>> a few days back I noticed that my F29 laptop is hibernated
every morning even
>> though I suspended it the previous evening. After some digging, it seems
>> that there's a new "systemctl suspend-then-hibernate" command that
does
>> exactly this (with a 3 hour delay) and gnome seems to execute it
>> automatically instead of the classic "systemctl suspend".
>>
>> On one hand, this is absolutely awesome, and I've been wanting this for
ages.
>> Windows can do it, general users are used to this, and are usually very
>> surprised when they have a Fedora laptop that drains their battery to 0%
>> during a few days long suspend (that's the case for my wife and my
parents).
>>
>> On the other hand, I'm a bit concerned that the default behavior changed
>> unannounced and doesn't even seem configurable. In gnome-control-center, my
>> power button action is configured to "suspend", yet it clearly
performs
>> "suspend-then-hibernate". There seems to be no way to opt out of this
and
>> use just a classic suspend. Another question is what happens if
>> hibernation/resuming is not configured properly (swap partition missing,
>> resume= argument missing, etc). Have those edge cases been covered?
>>
>> So, my questions are - has this been a deliberate change or is it just some
>> happy coincidence of some systemd+gnome interactions? Will there be some
>> release notes for the users announcing the change? Do plan to make it
>> configurable (allowing users to select between suspend and
>> suspend-then-hibernate)? Should we focus on testing the corner cases?
>>
>> Thanks.
>
>
https://gitlab.gnome.org/GNOME/gnome-settings-daemon/commit/a6e3ee40d9029...
That commit does not really contain any rationale as to why this is a
good idea, the commit msg basically just says "it is available now,
lets use it".
The kernel's hibernate paths are generally much less tested then
the suspend/resume paths and even suspend/resume already causes
a lot of problems.
This is going to lead to some very "interesting" problems where
systems will not wakeup properly from suspend but only when suspended
during the night, etc.
IMHO this is a bad idea and it should be reverted. At a minimum we
need to keep a close eye on this and disable this by default if
it causes to much problems.
A change this big also should be a proper separate change because it
will add significant load to the kernel team who should also really
agree to it and be well aware of it, which I'm not sure they are.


# [Task objective]
From the first line of the records below through the line with "Image is 868x385 pixels.", output each line exactly; skip the pictures.

####################

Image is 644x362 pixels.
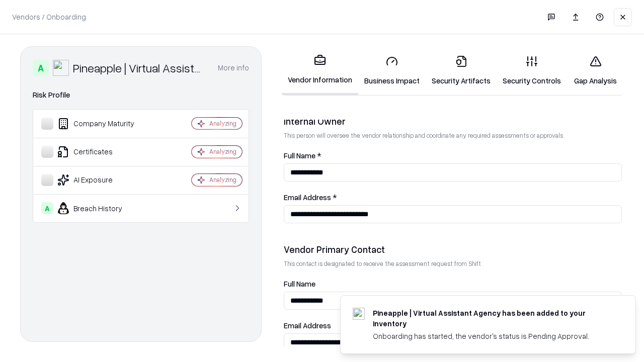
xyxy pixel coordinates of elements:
label: Full Name [284,280,622,287]
div: Analyzing [209,175,236,184]
a: Security Artifacts [426,47,497,94]
p: Vendors / Onboarding [12,12,86,22]
div: Breach History [41,202,161,214]
div: A [33,60,49,76]
div: Risk Profile [33,89,249,101]
img: Pineapple | Virtual Assistant Agency [53,60,69,76]
div: Pineapple | Virtual Assistant Agency has been added to your inventory [373,307,612,329]
div: Pineapple | Virtual Assistant Agency [73,60,206,76]
div: Company Maturity [41,118,161,129]
p: This contact is designated to receive the assessment request from Shift [284,259,622,268]
div: Certificates [41,146,161,158]
div: Internal Owner [284,115,622,127]
label: Email Address [284,322,622,329]
div: A [41,202,54,214]
a: Business Impact [359,47,426,94]
button: More info [218,59,249,77]
div: Analyzing [209,119,236,128]
p: This person will oversee the vendor relationship and coordinate any required assessments or appro... [284,131,622,139]
div: AI Exposure [41,174,161,186]
div: Analyzing [209,147,236,156]
label: Full Name * [284,152,622,160]
a: Vendor Information [282,46,359,95]
div: Vendor Primary Contact [284,243,622,255]
a: Gap Analysis [567,47,624,94]
a: Security Controls [497,47,567,94]
div: Onboarding has started, the vendor's status is Pending Approval. [373,331,612,341]
label: Email Address * [284,194,622,201]
img: trypineapple.com [353,307,365,320]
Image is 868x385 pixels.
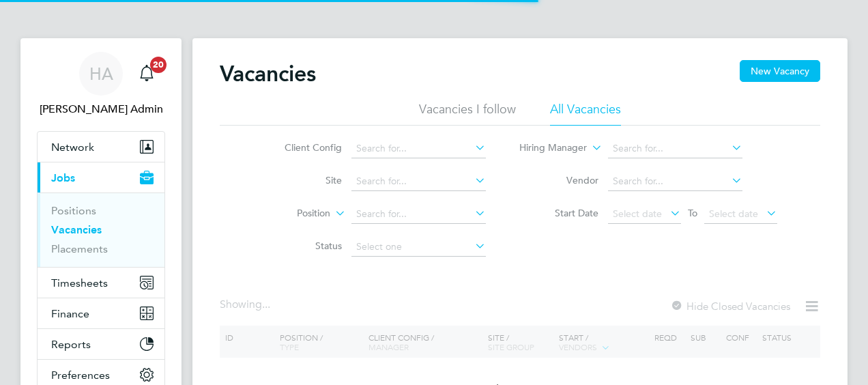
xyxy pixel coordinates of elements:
[264,240,342,252] label: Status
[252,206,330,220] label: Position
[608,139,743,159] input: Search for...
[520,206,598,219] label: Start Date
[419,101,516,126] li: Vacancies I follow
[37,52,166,117] a: HA[PERSON_NAME] Admin
[608,172,743,192] input: Search for...
[89,64,113,82] span: HA
[52,308,89,321] span: Finance
[509,141,587,155] label: Hiring Manager
[38,132,165,162] button: Network
[52,141,94,154] span: Network
[351,172,486,192] input: Search for...
[683,204,701,222] span: To
[52,172,75,185] span: Jobs
[52,277,108,290] span: Timesheets
[38,192,165,267] div: Jobs
[38,329,165,359] button: Reports
[520,174,598,187] label: Vendor
[351,237,486,257] input: Select one
[38,163,165,192] button: Jobs
[351,139,486,159] input: Search for...
[671,300,791,313] label: Hide Closed Vacancies
[150,57,167,73] span: 20
[740,61,820,82] button: New Vacancy
[613,207,662,220] span: Select date
[709,207,758,220] span: Select date
[262,298,270,312] span: ...
[220,61,316,87] h2: Vacancies
[52,223,102,236] a: Vacancies
[52,204,96,217] a: Positions
[52,338,91,351] span: Reports
[220,298,273,312] div: Showing
[133,52,161,95] a: 20
[264,141,342,154] label: Client Config
[52,369,110,382] span: Preferences
[38,268,165,298] button: Timesheets
[37,101,166,117] span: Hays Admin
[351,204,486,224] input: Search for...
[52,242,108,255] a: Placements
[38,299,165,328] button: Finance
[551,101,621,126] li: All Vacancies
[264,174,342,187] label: Site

####################

# [Result of the exercise]
Image is 644x362 pixels.
xyxy pixel coordinates of elements:
label: Full Name [284,280,622,287]
div: Analyzing [209,175,236,184]
a: Security Artifacts [426,47,497,94]
p: Vendors / Onboarding [12,12,86,22]
div: Breach History [41,202,161,214]
div: A [33,60,49,76]
div: Risk Profile [33,89,249,101]
img: Pineapple | Virtual Assistant Agency [53,60,69,76]
div: Pineapple | Virtual Assistant Agency has been added to your inventory [373,307,612,329]
div: Pineapple | Virtual Assistant Agency [73,60,206,76]
div: Company Maturity [41,118,161,129]
p: This contact is designated to receive the assessment request from Shift [284,259,622,268]
div: Certificates [41,146,161,158]
div: Internal Owner [284,115,622,127]
label: Email Address [284,322,622,329]
div: A [41,202,54,214]
a: Business Impact [359,47,426,94]
button: More info [218,59,249,77]
div: Analyzing [209,119,236,128]
p: This person will oversee the vendor relationship and coordinate any required assessments or appro... [284,131,622,139]
div: AI Exposure [41,174,161,186]
div: Analyzing [209,147,236,156]
label: Full Name * [284,152,622,160]
a: Vendor Information [282,46,359,95]
div: Vendor Primary Contact [284,243,622,255]
a: Gap Analysis [567,47,624,94]
a: Security Controls [497,47,567,94]
div: Onboarding has started, the vendor's status is Pending Approval. [373,331,612,341]
label: Email Address * [284,194,622,201]
img: trypineapple.com [353,307,365,320]
Image is 868x385 pixels.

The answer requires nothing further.